Agriculture: Dominant Relations
Agricultural demand (AGDEM) is an aggregation of food (FDEM), feed (FEDDEM), and industrial (INDEM) demand. Agricultural production (AGP) is a product of land (LD) and yield (YL) for crops and of size of livestock herd (LVHERF) for meat.
For causal diagrams see Agriculture - Agricultural Demand and Agriculture Production: Crops.
For equations see Agricultural Equations Demand and Agricultural Equations Supply.
Agriculture: Key Dynamics and Control Points
Key dynamics are directly linked to the dominant relations:
· Food demand depends on the GDP per capita and agricultural prices, computed endogenously. The user can control demand dynamics via an agricultural demand multiplier (agdemm) and the elasticity of crop demand with prices (elascd). Feed demand depends on the size of the livestock herd relative to grazing land capacity and will be strongly influenced by assumptions of the calories that a population derives from meat (calmeatm)

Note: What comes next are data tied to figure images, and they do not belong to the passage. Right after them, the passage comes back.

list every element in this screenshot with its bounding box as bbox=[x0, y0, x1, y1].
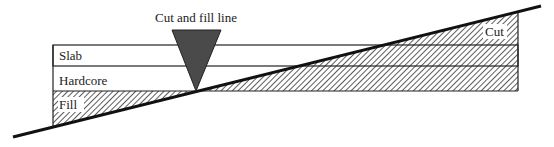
slab-label: Slab bbox=[59, 48, 82, 63]
hardcore-label: Hardcore bbox=[59, 73, 108, 88]
cut-fill-line-label: Cut and fill line bbox=[155, 10, 237, 25]
fill-label: Fill bbox=[59, 97, 77, 112]
cut-and-fill-diagram: Cut and fill line Slab Hardcore Fill Cut bbox=[0, 0, 554, 147]
cut-label: Cut bbox=[485, 24, 504, 39]
cut-fill-marker-icon bbox=[172, 30, 221, 91]
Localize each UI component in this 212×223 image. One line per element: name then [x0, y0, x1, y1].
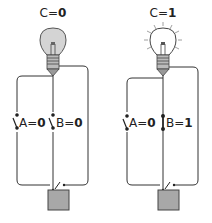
- switch-label-text: A=: [129, 116, 147, 130]
- right-switch-a-label: A=0: [129, 117, 156, 129]
- output-value: 0: [58, 6, 66, 20]
- left-switch-b-label: B=0: [56, 117, 83, 129]
- bulb-on-icon: [144, 22, 182, 76]
- output-label-text: C=: [40, 6, 58, 20]
- switch-value: 1: [184, 116, 192, 130]
- switch-b-left: [49, 112, 56, 132]
- output-label-text: C=: [150, 6, 168, 20]
- switch-value: 0: [147, 116, 155, 130]
- switch-value: 0: [37, 116, 45, 130]
- left-output-label: C=0: [40, 7, 67, 19]
- left-loop-wire: [127, 78, 163, 185]
- output-value: 1: [168, 6, 176, 20]
- battery-right: [158, 182, 179, 210]
- or-gate-circuits-diagram: [0, 0, 212, 223]
- right-switch-b-label: B=1: [166, 117, 193, 129]
- left-loop-wire: [17, 76, 53, 185]
- right-output-label: C=1: [150, 7, 177, 19]
- left-switch-a-label: A=0: [19, 117, 46, 129]
- switch-value: 0: [74, 116, 82, 130]
- switch-b-right: [162, 115, 164, 130]
- bulb-off-icon: [40, 28, 66, 76]
- switch-label-text: A=: [19, 116, 37, 130]
- switch-label-text: B=: [166, 116, 184, 130]
- battery-left: [48, 182, 69, 210]
- switch-label-text: B=: [56, 116, 74, 130]
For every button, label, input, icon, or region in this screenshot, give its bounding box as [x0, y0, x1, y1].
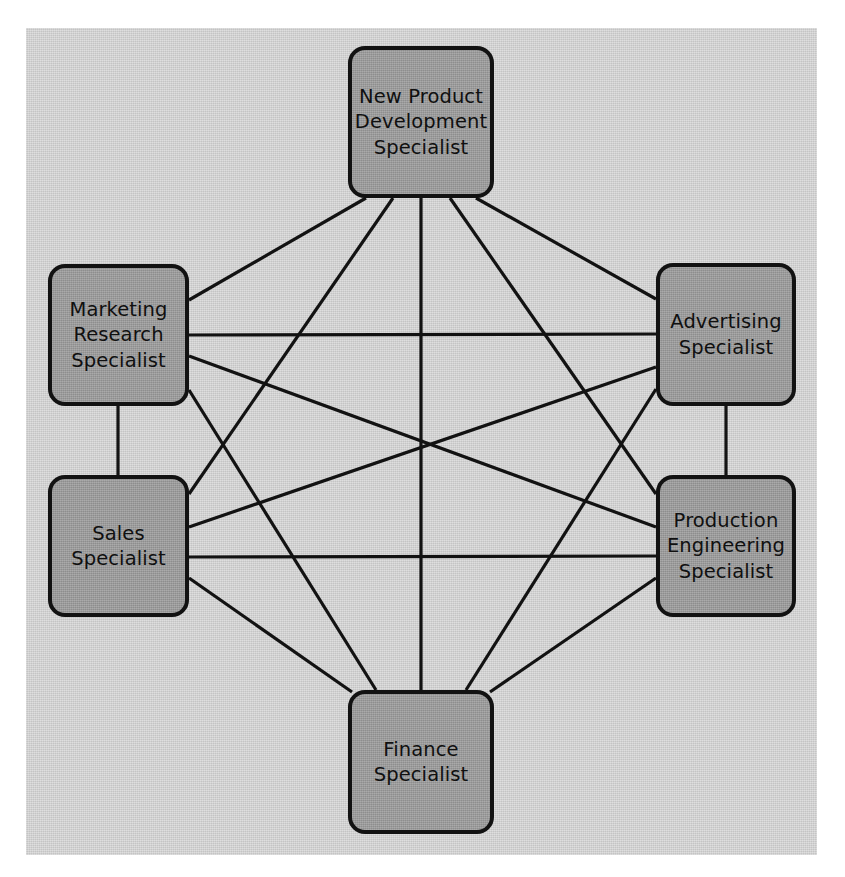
- node-finance-specialist[interactable]: Finance Specialist: [348, 690, 494, 834]
- edge-npd-marketing-research: [189, 198, 366, 300]
- edge-production-engineering-finance: [490, 578, 656, 692]
- edge-npd-advertising: [476, 198, 656, 299]
- edge-marketing-research-advertising: [189, 334, 656, 335]
- node-label: Sales Specialist: [71, 521, 165, 572]
- node-label: New Product Development Specialist: [355, 84, 487, 160]
- node-label: Advertising Specialist: [670, 309, 781, 360]
- node-label: Production Engineering Specialist: [667, 508, 785, 584]
- edge-sales-production-engineering: [189, 556, 656, 557]
- node-advertising-specialist[interactable]: Advertising Specialist: [656, 263, 796, 406]
- node-production-engineering-specialist[interactable]: Production Engineering Specialist: [656, 475, 796, 617]
- node-label: Marketing Research Specialist: [69, 297, 167, 373]
- node-label: Finance Specialist: [374, 737, 468, 788]
- node-sales-specialist[interactable]: Sales Specialist: [48, 475, 189, 617]
- node-marketing-research-specialist[interactable]: Marketing Research Specialist: [48, 264, 189, 406]
- node-new-product-development-specialist[interactable]: New Product Development Specialist: [348, 46, 494, 198]
- edge-sales-finance: [189, 578, 352, 692]
- network-diagram-figure: New Product Development Specialist Marke…: [0, 0, 845, 877]
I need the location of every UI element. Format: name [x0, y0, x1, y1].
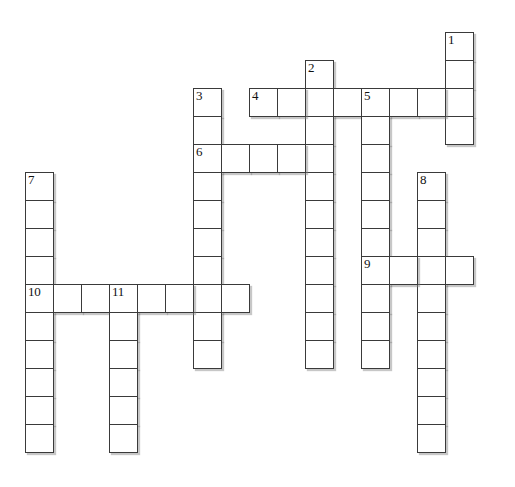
crossword-cell[interactable] [193, 284, 222, 313]
crossword-cell[interactable] [417, 368, 446, 397]
clue-number-6: 6 [196, 144, 202, 159]
crossword-cell[interactable] [361, 312, 390, 341]
crossword-cell[interactable] [193, 340, 222, 369]
clue-number-8: 8 [420, 172, 426, 187]
crossword-cell[interactable] [53, 284, 82, 313]
crossword-cell[interactable] [221, 284, 250, 313]
crossword-cell-start-5[interactable]: 5 [361, 88, 390, 117]
crossword-cell[interactable] [109, 368, 138, 397]
crossword-cell[interactable] [445, 116, 474, 145]
crossword-cell[interactable] [193, 200, 222, 229]
crossword-cell-start-2[interactable]: 2 [305, 60, 334, 89]
crossword-cell-start-6[interactable]: 6 [193, 144, 222, 173]
crossword-cell[interactable] [333, 88, 362, 117]
crossword-cell[interactable] [277, 144, 306, 173]
crossword-cell[interactable] [193, 172, 222, 201]
crossword-cell[interactable] [361, 172, 390, 201]
crossword-cell[interactable] [305, 284, 334, 313]
crossword-cell[interactable] [305, 88, 334, 117]
clue-number-4: 4 [252, 88, 258, 103]
crossword-cell[interactable] [25, 312, 54, 341]
clue-number-1: 1 [448, 32, 454, 47]
crossword-cell[interactable] [193, 256, 222, 285]
crossword-cell[interactable] [109, 340, 138, 369]
crossword-cell[interactable] [417, 228, 446, 257]
crossword-cell[interactable] [221, 144, 250, 173]
crossword-cell[interactable] [417, 340, 446, 369]
crossword-cell-start-1[interactable]: 1 [445, 32, 474, 61]
crossword-cell[interactable] [25, 424, 54, 453]
crossword-cell[interactable] [361, 116, 390, 145]
crossword-cell[interactable] [193, 116, 222, 145]
crossword-cell[interactable] [445, 256, 474, 285]
crossword-cell[interactable] [193, 228, 222, 257]
crossword-cell[interactable] [25, 396, 54, 425]
crossword-cell[interactable] [81, 284, 110, 313]
crossword-cell[interactable] [305, 172, 334, 201]
crossword-cell-start-8[interactable]: 8 [417, 172, 446, 201]
crossword-cell[interactable] [417, 200, 446, 229]
crossword-cell[interactable] [417, 424, 446, 453]
crossword-cell-start-9[interactable]: 9 [361, 256, 390, 285]
crossword-cell[interactable] [25, 200, 54, 229]
crossword-cell-start-10[interactable]: 10 [25, 284, 54, 313]
crossword-cell[interactable] [361, 228, 390, 257]
crossword-cell[interactable] [109, 396, 138, 425]
crossword-cell[interactable] [277, 88, 306, 117]
crossword-cell-start-11[interactable]: 11 [109, 284, 138, 313]
clue-number-2: 2 [308, 60, 314, 75]
clue-number-7: 7 [28, 172, 34, 187]
crossword-cell[interactable] [165, 284, 194, 313]
crossword-cell[interactable] [137, 284, 166, 313]
clue-number-5: 5 [364, 88, 370, 103]
crossword-cell-start-7[interactable]: 7 [25, 172, 54, 201]
crossword-cell[interactable] [305, 256, 334, 285]
crossword-cell[interactable] [417, 312, 446, 341]
crossword-cell[interactable] [417, 88, 446, 117]
crossword-cell[interactable] [249, 144, 278, 173]
crossword-cell[interactable] [109, 312, 138, 341]
crossword-cell[interactable] [25, 228, 54, 257]
crossword-cell[interactable] [305, 116, 334, 145]
crossword-cell[interactable] [417, 256, 446, 285]
crossword-cell[interactable] [25, 340, 54, 369]
crossword-cell[interactable] [389, 256, 418, 285]
crossword-cell[interactable] [305, 144, 334, 173]
crossword-cell[interactable] [361, 144, 390, 173]
crossword-cell[interactable] [193, 312, 222, 341]
crossword-cell[interactable] [361, 340, 390, 369]
crossword-cell[interactable] [445, 88, 474, 117]
crossword-cell[interactable] [305, 200, 334, 229]
crossword-cell[interactable] [361, 200, 390, 229]
clue-number-9: 9 [364, 256, 370, 271]
crossword-cell[interactable] [109, 424, 138, 453]
clue-number-11: 11 [112, 284, 124, 299]
crossword-cell-start-4[interactable]: 4 [249, 88, 278, 117]
crossword-cell[interactable] [389, 88, 418, 117]
crossword-cell[interactable] [25, 368, 54, 397]
crossword-cell[interactable] [25, 256, 54, 285]
crossword-cell[interactable] [445, 60, 474, 89]
crossword-cell[interactable] [305, 228, 334, 257]
crossword-cell[interactable] [305, 340, 334, 369]
clue-number-3: 3 [196, 88, 202, 103]
crossword-cell[interactable] [417, 284, 446, 313]
crossword-cell[interactable] [417, 396, 446, 425]
crossword-cell-start-3[interactable]: 3 [193, 88, 222, 117]
crossword-cell[interactable] [305, 312, 334, 341]
crossword-puzzle: 1236459710811 [0, 0, 515, 487]
clue-number-10: 10 [28, 284, 40, 299]
crossword-cell[interactable] [361, 284, 390, 313]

· The model user can control agricultural production directly with the yield multiplier, ylm. Rates of loss between gross production and market (LOSS) are determined endogenously, but can be controlled also by the user (lossm). Agricultural capital (AGP) underlying endogenous calculations of yield and developed crop land (LD) depend on endogenously determined, cost-responsive investment rates that the user can influence in the aggregate (via aginvm). Land depends also on exogenously specified multiplier on forests (forestm).
Agriculture: Selected Added Value
The larger food and agriculture model provides representation and control over agricultural trade and pricing. The model also has an open system for user-specified feedback between carbon dioxide build-up and crop yields. Further, there is representation of both ocean fish and aquaculture fish.